It's just about performance. Windows XP performed better when NTP tried to interpolate the ~15 millisecond timer ticks. Windows Vista performed significantly worse when that interpolation scheme was used, so it was conditionally disabled. In early tests of Windows-7, performance seemed better, but the OS code which changed the timer interval didn't start at the same time as NTP, so sometimes NTP made the wrong choice.

Here's what Dave Hart said at that time:
"I thought I understood the problem with ntpd interpolation on Vista/Win7 to be caused by the OS scheduling granularity being insufficiently finer than the native clock granularity, so that the interpolation thread's sampling of counter/native clock correlations was nearly always occurring at the same relative point between two native clock ticks, rather than being nicely spread around. Being spread around is important because the algorithm chooses the sample nearest the prior native clock tick when converting a counter value to an interpolated time."

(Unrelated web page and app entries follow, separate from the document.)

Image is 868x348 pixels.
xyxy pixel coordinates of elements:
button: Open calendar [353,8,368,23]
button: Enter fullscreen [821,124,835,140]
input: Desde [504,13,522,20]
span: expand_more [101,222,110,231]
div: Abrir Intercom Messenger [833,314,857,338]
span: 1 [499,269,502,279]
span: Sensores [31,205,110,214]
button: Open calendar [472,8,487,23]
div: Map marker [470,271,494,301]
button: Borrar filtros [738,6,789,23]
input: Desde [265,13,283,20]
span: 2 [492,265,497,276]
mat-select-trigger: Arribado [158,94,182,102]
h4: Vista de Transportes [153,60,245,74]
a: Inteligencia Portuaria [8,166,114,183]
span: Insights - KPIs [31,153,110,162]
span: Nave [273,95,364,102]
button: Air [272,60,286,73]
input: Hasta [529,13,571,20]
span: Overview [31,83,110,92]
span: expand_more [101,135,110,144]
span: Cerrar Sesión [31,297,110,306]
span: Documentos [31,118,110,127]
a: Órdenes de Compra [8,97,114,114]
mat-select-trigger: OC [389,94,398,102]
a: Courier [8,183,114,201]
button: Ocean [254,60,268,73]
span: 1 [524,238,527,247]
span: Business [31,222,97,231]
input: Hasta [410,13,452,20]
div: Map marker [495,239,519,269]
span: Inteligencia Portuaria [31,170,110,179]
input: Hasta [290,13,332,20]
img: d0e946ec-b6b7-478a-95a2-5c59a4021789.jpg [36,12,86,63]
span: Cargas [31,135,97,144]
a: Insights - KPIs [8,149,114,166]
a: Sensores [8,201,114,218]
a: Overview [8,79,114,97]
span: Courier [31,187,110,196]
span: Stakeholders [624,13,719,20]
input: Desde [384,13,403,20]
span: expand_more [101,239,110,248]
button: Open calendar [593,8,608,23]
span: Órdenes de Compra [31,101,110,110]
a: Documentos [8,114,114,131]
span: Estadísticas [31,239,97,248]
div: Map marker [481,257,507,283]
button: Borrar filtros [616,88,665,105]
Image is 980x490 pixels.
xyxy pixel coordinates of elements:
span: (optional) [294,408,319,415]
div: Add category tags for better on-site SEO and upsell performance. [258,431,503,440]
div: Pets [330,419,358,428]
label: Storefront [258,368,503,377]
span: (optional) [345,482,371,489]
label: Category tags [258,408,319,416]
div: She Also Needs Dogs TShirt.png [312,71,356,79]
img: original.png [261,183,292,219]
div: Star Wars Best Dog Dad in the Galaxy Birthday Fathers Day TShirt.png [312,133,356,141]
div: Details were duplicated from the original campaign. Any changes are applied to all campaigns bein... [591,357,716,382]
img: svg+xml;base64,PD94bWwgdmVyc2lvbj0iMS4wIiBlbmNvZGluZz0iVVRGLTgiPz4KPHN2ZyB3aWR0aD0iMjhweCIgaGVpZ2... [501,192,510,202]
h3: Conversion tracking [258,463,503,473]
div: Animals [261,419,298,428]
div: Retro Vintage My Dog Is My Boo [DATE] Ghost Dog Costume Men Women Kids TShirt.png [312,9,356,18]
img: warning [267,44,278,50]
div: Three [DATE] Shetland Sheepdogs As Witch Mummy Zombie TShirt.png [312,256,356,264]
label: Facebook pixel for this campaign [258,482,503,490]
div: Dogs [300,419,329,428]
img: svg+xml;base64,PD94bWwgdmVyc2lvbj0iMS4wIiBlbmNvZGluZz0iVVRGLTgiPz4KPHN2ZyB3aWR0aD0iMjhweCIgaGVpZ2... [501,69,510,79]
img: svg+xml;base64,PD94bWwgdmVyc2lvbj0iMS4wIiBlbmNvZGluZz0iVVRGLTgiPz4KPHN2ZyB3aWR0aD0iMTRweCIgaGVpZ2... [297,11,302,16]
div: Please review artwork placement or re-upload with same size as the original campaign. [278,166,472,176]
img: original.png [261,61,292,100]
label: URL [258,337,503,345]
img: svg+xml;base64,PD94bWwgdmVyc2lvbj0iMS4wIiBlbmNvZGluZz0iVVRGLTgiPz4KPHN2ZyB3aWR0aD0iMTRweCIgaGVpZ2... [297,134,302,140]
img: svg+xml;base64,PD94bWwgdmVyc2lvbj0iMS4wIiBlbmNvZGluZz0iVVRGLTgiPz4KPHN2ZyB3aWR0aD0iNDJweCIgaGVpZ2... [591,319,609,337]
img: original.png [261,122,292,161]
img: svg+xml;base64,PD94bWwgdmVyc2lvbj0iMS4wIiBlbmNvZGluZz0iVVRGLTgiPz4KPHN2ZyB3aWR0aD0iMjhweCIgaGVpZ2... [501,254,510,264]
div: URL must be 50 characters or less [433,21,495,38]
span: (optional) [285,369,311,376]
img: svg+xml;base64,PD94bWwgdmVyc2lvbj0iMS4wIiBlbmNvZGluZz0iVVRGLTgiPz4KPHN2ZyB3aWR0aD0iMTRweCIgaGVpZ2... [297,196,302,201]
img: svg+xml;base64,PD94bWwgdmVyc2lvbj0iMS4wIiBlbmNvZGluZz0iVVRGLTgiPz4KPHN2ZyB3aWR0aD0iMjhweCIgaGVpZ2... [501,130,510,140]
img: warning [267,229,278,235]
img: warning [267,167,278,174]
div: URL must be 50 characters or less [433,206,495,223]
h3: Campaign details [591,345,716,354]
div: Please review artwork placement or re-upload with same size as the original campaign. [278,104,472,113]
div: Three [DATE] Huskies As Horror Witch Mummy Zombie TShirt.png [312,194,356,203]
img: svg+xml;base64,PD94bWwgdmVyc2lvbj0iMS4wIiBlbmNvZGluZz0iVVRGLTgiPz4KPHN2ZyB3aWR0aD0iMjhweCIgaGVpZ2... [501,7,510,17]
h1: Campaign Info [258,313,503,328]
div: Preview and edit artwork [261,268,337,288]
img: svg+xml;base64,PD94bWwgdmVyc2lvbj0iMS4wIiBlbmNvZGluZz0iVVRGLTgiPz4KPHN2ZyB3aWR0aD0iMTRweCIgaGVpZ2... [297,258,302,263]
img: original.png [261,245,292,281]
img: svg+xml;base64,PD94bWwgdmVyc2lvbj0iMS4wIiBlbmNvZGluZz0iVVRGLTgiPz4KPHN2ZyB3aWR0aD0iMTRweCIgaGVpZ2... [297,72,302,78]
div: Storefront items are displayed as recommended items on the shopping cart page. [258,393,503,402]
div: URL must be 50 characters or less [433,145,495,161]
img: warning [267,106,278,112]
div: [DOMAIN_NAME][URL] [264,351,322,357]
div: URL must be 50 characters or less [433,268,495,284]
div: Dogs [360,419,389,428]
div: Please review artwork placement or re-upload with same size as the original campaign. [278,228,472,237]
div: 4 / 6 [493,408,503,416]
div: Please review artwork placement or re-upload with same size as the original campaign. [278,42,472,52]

So there's no problem with high CPU or anything like that - simply worse offset and jitter. You can also force interpolation off by setting:

 NTPD_USE_SYSTEM_CLOCK=1

or on with:

 NTPD_USE_INTERP_DANGEROUS=1

Delete the environment variables not in use. The actual value they are set to doesn't matter, it's only the presence or absence which is tested. After setting these SYSTEM environment variables, simply restart the NTP service to see the change. I see these settings as ones for experimenters, and they should not be needed in normal use.